Ultra-rare Prince album shatters Discogs Marketplace record
Music fans are still mourning the death of Prince, and are still looking for ways to pay tribute to the late icon. In some cases, literally—Discogs has just announced that one of the rarest Prince albums has just shattered the record for most expensive item sold on its site. The album in question is Prince’s Black Album, which the artist once did his best to erase from existence. Discogs indicates a promotional copy of the album has just sold for $15,000 via the site, breaking the record set by a copy of David Bowie’s David Bowie, which sold for $6,826 not long after that music legend’s death in January.

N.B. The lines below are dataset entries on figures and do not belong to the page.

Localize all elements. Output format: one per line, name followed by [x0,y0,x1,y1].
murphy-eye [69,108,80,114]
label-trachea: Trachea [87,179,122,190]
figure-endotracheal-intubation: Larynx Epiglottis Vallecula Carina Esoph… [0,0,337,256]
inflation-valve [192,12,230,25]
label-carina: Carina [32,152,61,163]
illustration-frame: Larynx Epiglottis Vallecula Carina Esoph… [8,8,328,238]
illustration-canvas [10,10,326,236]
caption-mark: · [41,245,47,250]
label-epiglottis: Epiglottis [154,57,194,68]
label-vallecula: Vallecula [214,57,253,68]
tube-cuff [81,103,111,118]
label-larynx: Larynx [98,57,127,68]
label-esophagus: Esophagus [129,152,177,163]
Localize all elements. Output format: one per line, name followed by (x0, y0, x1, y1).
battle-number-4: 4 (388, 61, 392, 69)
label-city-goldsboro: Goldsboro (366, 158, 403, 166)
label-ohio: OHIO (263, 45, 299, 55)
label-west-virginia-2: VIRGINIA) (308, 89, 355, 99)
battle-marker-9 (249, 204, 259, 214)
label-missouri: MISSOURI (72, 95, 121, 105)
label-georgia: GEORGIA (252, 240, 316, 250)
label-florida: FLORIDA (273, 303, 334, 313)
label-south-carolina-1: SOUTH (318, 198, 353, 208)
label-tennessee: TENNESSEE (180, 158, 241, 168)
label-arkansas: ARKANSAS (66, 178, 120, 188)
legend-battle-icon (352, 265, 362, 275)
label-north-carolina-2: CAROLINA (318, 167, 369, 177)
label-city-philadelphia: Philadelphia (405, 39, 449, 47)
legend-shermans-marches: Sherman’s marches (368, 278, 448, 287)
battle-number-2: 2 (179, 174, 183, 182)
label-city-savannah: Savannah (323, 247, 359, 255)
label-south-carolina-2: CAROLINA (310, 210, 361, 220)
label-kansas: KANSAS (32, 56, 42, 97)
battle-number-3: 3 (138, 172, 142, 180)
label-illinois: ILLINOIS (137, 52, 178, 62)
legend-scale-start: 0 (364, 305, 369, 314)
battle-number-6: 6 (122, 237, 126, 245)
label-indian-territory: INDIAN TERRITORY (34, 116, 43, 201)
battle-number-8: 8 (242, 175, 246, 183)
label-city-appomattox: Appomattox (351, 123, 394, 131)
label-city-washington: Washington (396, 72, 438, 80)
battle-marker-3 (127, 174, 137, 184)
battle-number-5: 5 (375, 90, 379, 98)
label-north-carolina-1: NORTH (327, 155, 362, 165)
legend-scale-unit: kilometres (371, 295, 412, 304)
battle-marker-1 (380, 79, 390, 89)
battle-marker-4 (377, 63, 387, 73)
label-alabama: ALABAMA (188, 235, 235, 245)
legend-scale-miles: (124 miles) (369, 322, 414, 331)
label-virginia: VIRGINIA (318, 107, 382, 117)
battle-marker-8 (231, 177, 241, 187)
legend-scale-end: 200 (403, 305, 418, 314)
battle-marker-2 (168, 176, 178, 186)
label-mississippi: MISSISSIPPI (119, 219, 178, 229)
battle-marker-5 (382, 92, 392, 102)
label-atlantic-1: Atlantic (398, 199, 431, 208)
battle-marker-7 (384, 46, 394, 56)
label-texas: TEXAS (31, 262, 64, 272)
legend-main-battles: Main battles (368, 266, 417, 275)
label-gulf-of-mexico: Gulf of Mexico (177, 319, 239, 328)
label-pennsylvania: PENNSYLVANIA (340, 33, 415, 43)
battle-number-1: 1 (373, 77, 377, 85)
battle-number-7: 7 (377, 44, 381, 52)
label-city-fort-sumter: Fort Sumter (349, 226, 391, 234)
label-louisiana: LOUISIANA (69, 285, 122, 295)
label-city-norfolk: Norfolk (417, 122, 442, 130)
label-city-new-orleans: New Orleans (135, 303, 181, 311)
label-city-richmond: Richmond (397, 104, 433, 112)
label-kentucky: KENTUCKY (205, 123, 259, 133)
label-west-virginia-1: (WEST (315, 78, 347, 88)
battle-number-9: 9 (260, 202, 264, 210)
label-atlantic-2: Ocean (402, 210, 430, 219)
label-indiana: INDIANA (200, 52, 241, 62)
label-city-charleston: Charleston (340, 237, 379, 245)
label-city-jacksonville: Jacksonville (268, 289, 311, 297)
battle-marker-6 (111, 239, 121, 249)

Alternately referred to as the Funk Bible, the album was scheduled for release in December 1987, but Prince shelved it just a week before. The half million copies ready for distribution were destroyed, along with any promos that could be retrieved. The promo copies that survived were promptly bootlegged, which meant that the album that Prince created in an effort to move away from pop songs—and reestablish his mastery of the medium—ended up disseminated to the (black market) masses anyway.
The Black Album was officially released seven years later, but the 1987 promo copies became rarities, one of which has just topped Discogs Marketplace’s list of most expensive items for April 2016. Second place goes to …E Fu Il Sesto Giorno by Italian symphonic rock band Metamorfosi, which sold for $2,376, or roughly 2400 copies of Rumours.